Review: Manchester Collective Voice of the Whale. Hallé St Peter’s, Manchester

Journalists sometimes get it wrong. In 1849, a chap by the name of Angus Reach wrote in The Morning Chronicle about the Ancoats district of Manchester: “A more perfectly ugly spot you shall not find between sunrise and sunset”. Reach was describing the very epicentre of the Industrial Revolution.

While there was muck and misery amongst the mills and canals – there was also the laying down of the richest cultural heritage that residents and visitors take for granted today. Time Out described Ancoats as the ‘13th Coolest neighbourhood in the world’ in 2018.

Credit: Chris Payne

So what has this preamble got to do with one of the most important arts organisations in the UK at the moment? Well on Saturday 25 September, Manchester Collective brought Voice of the Whale to the extraordinary space of Hallé St Peter’s on Blossom Street, Manchester. With their first major touring project this year – and recently home from performances in Lancaster and Bristol, works from Molly Joyce and Andrew Hamilton, mixed with the energy of the uber-cool Saturday-nighters in the bars and restaurants, to create a singular buzz that said: ‘This is the place to be.’

Manchester Collective’s creative journey is one of determined heroism and belief. From Shumann and Kurtag at Leeds Town Hall in autumn ’18, to their recent debut at the BBC Proms, the work they consistently arrange and perform, is not only attracting a new, distinct cohort of classical devotees, but is also challenging established norms to such an extent – that when Hamilton’s In Beautiful May is melded with samples from local lads Take That – of course it works. And delights.

Credit: Chris Payne

So, to the music…Siwan Rhys opened the evening with Joyce’s dramatic and unsettling High and Low. Joyce asks the question: ‘how high is high and how low is low on the piano, and everything in between?’ In specifically challenging what is beyond the physical nature of the piano itself, Rhys’s answer was definite. Not much.

Next came ‘Curved Form (St Endellion)’  from Alex Groves – and is a piece that was originally commissioned by Manchester Collective back in 2019. Donald Grant (violin) and Nathanial Boyd (cello), together with Joe Reiser providing live sound and live electronics, took the composer’s inspiration of the view of the horizon from a Cornish clifftop – and through the use of intricate and perfectly-timed ‘loops’, transported the audience to a ‘tidal’ environment that will have been familiar and comforting to many.

Former Chetham’s student Andrew Hamilton composed ‘In Beautiful May’ in 2008, but Donald Grant’s performance – again accompanied by the ‘back-of-the-room wizardry’ of Joe Reiser, made the piece utterly ‘of-the-moment’. It was an interpretation that sets the Manchester Collective musicians apart from their peers.

Credit: Chris Payne

George Crumb’s ‘Vox Balaenae’ concluded the set and was apparently written in 1969 after the composer heard a recording of a humpback whale, singing deep in the Pacific. Siwan Rhys at the piano, Alex Jakeman on flute and Nathaniel Boyd’s cello combined to create an exquisite, other-worldly culmination to the evening. As with much of Crumb’s work, his leadership transcends the score – and the musicians dutifully followed instructions – donning masks while playing beneath blue-filtered lights.

The Manchester Collective people, with Adam Szabo and Rakhi Singh at the helm, are in a state of permanent evolution – and are a joy, an education, an escape – and proof that pushing boundaries and taking risks, reaps rewards.

The Voice of the Whale tour continues:

26 September – Stockport – Where The Light Gets In

30 September – Farsley – The Old Woollen, Sunny Bank Mills

1 October – Birkenhead – Future Yard

2 October – London – Southbank Centre

Colin Petch

September 2021

Leave a comment

This site uses Akismet to reduce spam. Learn how your comment data is processed.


▸ **What you are asked to do**: Go over the entries below line by line, copying each one that contains the word "Measured".

▸ **Provided data**:
╔══

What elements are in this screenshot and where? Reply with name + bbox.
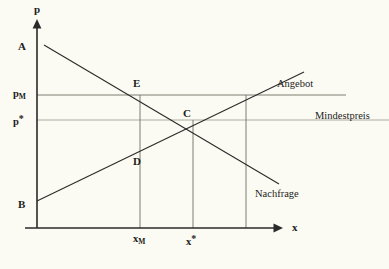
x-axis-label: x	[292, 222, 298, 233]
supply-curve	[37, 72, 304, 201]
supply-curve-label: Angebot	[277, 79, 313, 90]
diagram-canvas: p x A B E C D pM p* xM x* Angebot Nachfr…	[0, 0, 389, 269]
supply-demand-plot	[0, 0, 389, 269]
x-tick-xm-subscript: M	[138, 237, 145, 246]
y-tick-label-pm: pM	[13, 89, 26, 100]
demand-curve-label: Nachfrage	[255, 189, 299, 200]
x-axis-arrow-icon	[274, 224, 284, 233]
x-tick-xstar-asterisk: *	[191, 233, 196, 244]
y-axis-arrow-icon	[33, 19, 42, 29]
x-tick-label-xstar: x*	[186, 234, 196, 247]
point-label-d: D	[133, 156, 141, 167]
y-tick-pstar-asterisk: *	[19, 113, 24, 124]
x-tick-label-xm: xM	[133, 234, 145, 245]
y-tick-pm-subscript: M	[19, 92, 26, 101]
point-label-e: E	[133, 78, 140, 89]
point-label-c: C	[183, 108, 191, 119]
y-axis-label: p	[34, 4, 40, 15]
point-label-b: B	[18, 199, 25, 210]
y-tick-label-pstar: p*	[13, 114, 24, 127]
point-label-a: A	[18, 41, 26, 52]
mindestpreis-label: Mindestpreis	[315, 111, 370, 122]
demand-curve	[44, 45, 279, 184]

╚══
╔══

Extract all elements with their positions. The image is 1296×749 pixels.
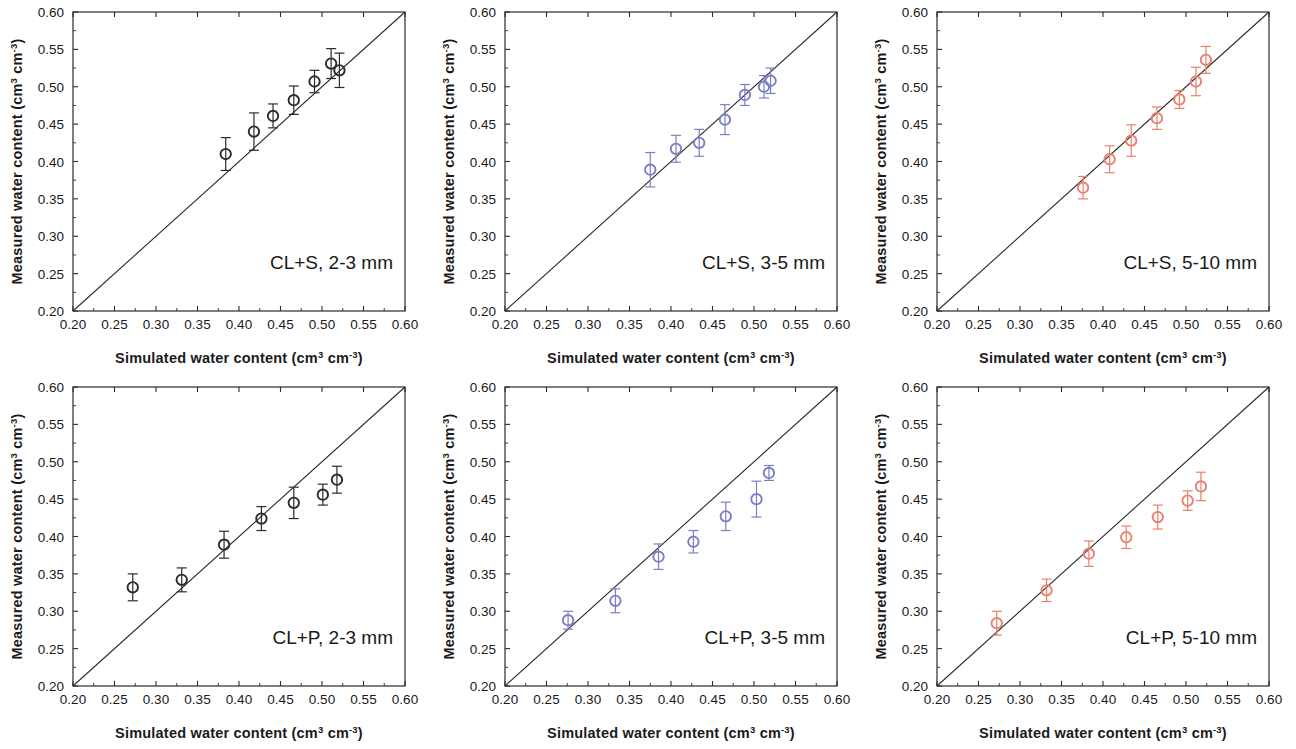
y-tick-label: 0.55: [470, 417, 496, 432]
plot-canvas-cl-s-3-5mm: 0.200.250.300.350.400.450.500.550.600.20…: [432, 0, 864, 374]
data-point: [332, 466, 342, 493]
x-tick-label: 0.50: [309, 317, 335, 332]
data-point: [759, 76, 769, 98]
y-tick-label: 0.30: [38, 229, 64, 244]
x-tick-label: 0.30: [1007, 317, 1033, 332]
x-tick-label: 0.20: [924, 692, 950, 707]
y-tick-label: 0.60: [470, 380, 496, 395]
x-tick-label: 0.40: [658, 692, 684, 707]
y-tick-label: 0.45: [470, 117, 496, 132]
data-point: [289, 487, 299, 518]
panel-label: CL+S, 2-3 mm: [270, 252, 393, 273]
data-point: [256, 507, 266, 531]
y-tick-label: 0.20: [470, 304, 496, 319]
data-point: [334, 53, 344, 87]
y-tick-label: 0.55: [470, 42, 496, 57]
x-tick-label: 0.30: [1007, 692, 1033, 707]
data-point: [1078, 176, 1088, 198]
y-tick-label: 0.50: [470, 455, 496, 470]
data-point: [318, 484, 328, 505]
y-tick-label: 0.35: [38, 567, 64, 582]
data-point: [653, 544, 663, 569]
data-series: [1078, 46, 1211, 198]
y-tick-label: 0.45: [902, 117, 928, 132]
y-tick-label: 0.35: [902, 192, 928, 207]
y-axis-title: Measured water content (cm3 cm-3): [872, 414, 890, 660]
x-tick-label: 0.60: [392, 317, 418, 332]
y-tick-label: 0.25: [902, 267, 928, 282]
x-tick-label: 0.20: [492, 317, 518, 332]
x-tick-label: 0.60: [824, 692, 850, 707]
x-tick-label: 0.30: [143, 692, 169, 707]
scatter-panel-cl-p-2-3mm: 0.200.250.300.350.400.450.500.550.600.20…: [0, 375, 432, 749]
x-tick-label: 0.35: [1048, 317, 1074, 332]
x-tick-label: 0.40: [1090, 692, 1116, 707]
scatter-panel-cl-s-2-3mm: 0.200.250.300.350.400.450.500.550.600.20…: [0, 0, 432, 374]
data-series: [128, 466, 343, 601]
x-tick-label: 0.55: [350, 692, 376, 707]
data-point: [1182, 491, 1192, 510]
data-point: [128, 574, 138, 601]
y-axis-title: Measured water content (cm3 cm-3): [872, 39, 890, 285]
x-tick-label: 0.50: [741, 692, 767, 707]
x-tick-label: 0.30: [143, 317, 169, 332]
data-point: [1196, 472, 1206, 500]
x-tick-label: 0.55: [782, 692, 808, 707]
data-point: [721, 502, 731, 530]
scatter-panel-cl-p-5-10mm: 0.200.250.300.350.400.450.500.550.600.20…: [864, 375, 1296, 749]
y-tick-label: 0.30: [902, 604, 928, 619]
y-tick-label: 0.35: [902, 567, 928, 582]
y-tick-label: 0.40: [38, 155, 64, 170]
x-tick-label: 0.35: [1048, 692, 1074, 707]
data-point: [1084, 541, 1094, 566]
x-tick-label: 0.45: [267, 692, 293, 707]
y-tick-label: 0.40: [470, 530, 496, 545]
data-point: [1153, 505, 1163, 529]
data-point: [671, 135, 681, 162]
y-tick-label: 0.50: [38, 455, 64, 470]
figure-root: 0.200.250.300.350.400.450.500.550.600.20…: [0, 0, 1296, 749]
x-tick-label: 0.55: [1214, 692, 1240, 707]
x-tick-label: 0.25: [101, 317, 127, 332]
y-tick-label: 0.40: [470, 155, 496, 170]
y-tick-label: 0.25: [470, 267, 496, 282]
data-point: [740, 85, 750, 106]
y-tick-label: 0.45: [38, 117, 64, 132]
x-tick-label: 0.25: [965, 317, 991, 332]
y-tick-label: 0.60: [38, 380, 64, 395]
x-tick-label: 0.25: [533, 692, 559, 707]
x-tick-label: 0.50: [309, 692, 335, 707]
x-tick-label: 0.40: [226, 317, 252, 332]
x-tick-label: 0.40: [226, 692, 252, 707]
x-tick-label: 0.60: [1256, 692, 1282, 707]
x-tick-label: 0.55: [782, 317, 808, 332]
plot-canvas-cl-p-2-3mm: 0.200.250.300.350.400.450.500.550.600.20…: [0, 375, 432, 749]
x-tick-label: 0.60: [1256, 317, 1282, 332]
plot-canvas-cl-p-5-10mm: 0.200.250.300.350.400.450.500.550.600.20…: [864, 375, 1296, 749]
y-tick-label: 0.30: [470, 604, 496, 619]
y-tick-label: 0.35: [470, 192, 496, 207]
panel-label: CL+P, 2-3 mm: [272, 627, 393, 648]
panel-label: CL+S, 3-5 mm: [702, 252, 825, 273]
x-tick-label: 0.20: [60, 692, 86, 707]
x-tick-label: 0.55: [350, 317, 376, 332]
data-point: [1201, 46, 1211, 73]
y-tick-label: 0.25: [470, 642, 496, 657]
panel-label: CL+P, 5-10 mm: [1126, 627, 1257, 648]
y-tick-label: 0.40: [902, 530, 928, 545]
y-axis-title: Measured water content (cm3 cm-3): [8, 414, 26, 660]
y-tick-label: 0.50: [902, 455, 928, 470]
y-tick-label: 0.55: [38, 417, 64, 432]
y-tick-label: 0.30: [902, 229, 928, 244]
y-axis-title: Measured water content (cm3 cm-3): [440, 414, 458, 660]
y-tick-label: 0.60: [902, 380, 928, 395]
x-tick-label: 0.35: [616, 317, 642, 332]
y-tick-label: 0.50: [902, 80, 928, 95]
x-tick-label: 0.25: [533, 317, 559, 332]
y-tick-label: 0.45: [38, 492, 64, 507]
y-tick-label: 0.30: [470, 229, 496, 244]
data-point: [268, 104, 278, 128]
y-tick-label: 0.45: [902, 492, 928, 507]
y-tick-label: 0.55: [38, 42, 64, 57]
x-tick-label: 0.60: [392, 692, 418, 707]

╚══

▸ **Solution**:
y-axis-title: Measured water content (cm3 cm-3): [872, 414, 890, 660]
y-axis-title: Measured water content (cm3 cm-3): [872, 39, 890, 285]
y-axis-title: Measured water content (cm3 cm-3): [8, 414, 26, 660]
y-axis-title: Measured water content (cm3 cm-3): [440, 414, 458, 660]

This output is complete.